The reason why cities are designed around cars is that cars were designed to fit in contemporary cities and they co-evolved over the 20th century. It was the slow kind of evolution, with each step being easier and cheaper than the big redesign.


> The reason why cities are designed around cars is that cars were designed to fit in contemporary cities and they co-evolved over the 20th century

No, the switch to car-centric infrastructure was a deliberate policy choice lobbied for by the automotive industry. [1] We ripped up a lot of good transit to lay down roads this wide and fast.

[1]: https://www.fastcompany.com/90781961/how-automakers-insidiou...

> It turns out that cities require a lot of goods to be moved through - more than a pedestrian can carry, and over inclines that human muscle power doesn't like.

Hence the utility of public transit, which kills substantially fewer people and is much cheaper. Though goods are mostly moved with trucks, and trucks aren't my concern. Urban congestion isn't caused by 18-wheelers.


Surely you can differentiate between horse drawn carriage routes and six lane stroads?


And yet, they’re better than what they replaced.

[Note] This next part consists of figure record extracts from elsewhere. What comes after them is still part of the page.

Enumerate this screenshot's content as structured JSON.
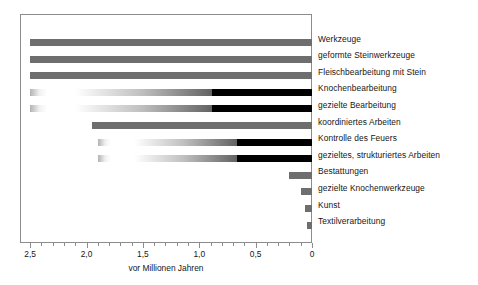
{
  "chart_data": {
    "type": "bar",
    "orientation": "horizontal",
    "title": "",
    "subtitle": "",
    "xlabel": "vor Millionen Jahren",
    "ylabel": "",
    "xlim": [
      2.59,
      0
    ],
    "x_axis_reversed": true,
    "grid": false,
    "legend": null,
    "tick_labels": [
      "2,5",
      "2,0",
      "1,5",
      "1,0",
      "0,5",
      "0"
    ],
    "tick_values": [
      2.5,
      2.0,
      1.5,
      1.0,
      0.5,
      0.0
    ],
    "minor_tick_step": 0.1,
    "categories": [
      "Werkzeuge",
      "geformte Steinwerkzeuge",
      "Fleischbearbeitung mit Stein",
      "Knochenbearbeitung",
      "gezielte Bearbeitung",
      "koordiniertes Arbeiten",
      "Kontrolle des Feuers",
      "gezieltes, strukturiertes Arbeiten",
      "Bestattungen",
      "gezielte Knochenwerkzeuge",
      "Kunst",
      "Textilverarbeitung"
    ],
    "bars": [
      {
        "category": "Werkzeuge",
        "start_mya": 2.5,
        "end_mya": 0.0,
        "style": "solid",
        "color": "#6e6e6e"
      },
      {
        "category": "geformte Steinwerkzeuge",
        "start_mya": 2.5,
        "end_mya": 0.0,
        "style": "solid",
        "color": "#6e6e6e"
      },
      {
        "category": "Fleischbearbeitung mit Stein",
        "start_mya": 2.5,
        "end_mya": 0.0,
        "style": "solid",
        "color": "#6e6e6e"
      },
      {
        "category": "Knochenbearbeitung",
        "start_mya": 2.5,
        "end_mya": 0.0,
        "style": "gradient-with-fragment",
        "fragment_start_mya": 2.5,
        "fragment_end_mya": 2.35,
        "gradient_start_mya": 2.1,
        "solid_from_mya": 1.6,
        "color": "#000000"
      },
      {
        "category": "gezielte Bearbeitung",
        "start_mya": 2.5,
        "end_mya": 0.0,
        "style": "gradient-with-fragment",
        "fragment_start_mya": 2.5,
        "fragment_end_mya": 2.35,
        "gradient_start_mya": 2.1,
        "solid_from_mya": 1.6,
        "color": "#000000"
      },
      {
        "category": "koordiniertes Arbeiten",
        "start_mya": 1.95,
        "end_mya": 0.0,
        "style": "solid",
        "color": "#6e6e6e"
      },
      {
        "category": "Kontrolle des Feuers",
        "start_mya": 1.9,
        "end_mya": 0.0,
        "style": "gradient-with-fragment",
        "fragment_start_mya": 1.9,
        "fragment_end_mya": 1.78,
        "gradient_start_mya": 1.58,
        "solid_from_mya": 1.3,
        "color": "#000000"
      },
      {
        "category": "gezieltes, strukturiertes Arbeiten",
        "start_mya": 1.9,
        "end_mya": 0.0,
        "style": "gradient-with-fragment",
        "fragment_start_mya": 1.9,
        "fragment_end_mya": 1.78,
        "gradient_start_mya": 1.58,
        "solid_from_mya": 1.1,
        "color": "#000000"
      },
      {
        "category": "Bestattungen",
        "start_mya": 0.2,
        "end_mya": 0.0,
        "style": "solid",
        "color": "#6e6e6e"
      },
      {
        "category": "gezielte Knochenwerkzeuge",
        "start_mya": 0.1,
        "end_mya": 0.0,
        "style": "solid",
        "color": "#6e6e6e"
      },
      {
        "category": "Kunst",
        "start_mya": 0.06,
        "end_mya": 0.0,
        "style": "solid",
        "color": "#6e6e6e"
      },
      {
        "category": "Textilverarbeitung",
        "start_mya": 0.04,
        "end_mya": 0.0,
        "style": "solid",
        "color": "#6e6e6e"
      }
    ]
  },
  "colors": {
    "bar_gray": "#6e6e6e",
    "bar_black": "#000000",
    "frame": "#8c8c8c",
    "text": "#161616",
    "background": "#ffffff"
  }
}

Horses weren’t cheap when they were a primary mode of transportation. Lots of people have died riding, driving, and breaking horses. They definitely smell bad, and their “particulate matter” was so bad that houses had to be set back and elevated from the street.

Cities designed around cars are far superior to cities designed around horses.


Cars replaced streetcars, not horses. Few people in big cities were getting on horseback to commute to work in the morning in the early 20th century. People generally walked or took the streetcar.


But cities designed around trains are superior and it was a contemporary technology that was ignored.


No, they were not. Trains are good for taking large numbers of people from one place where they don't want to be to another place where they don't want to be. In certain situations that can be a useful thing to do, but you can't design a city around it. In every case you have in mind, rest assured, the city was there first.


And yet we created trains that are a more efficient way of traversing cities built around horses as well.

Why can't you design a city around it? It would be different than Houston or LA, but would that be a bad thing?


> They definitely smell bad

??? No, they don't. They only smell bad when they're kept standing in their urine, which is still not worse than a hairdresser. Compared to dogs (or ICE cars) horses smell way less. They do sweat to regulate temperature, which has a distinct smell, but it's way less irritating to a human's nose than the sweat of the rider.

There's a set of distinct smells associated with the horses, but other than the piss, none of them are particularly "bad". In my experience, humans tend to smell way worse overall (from food to body odor to the excrement) than horses.


It's our loss that you weren't around to set everyone straight, I'm sure.


Definitely. Me or anyone else from the future with a century's worth of hindsight.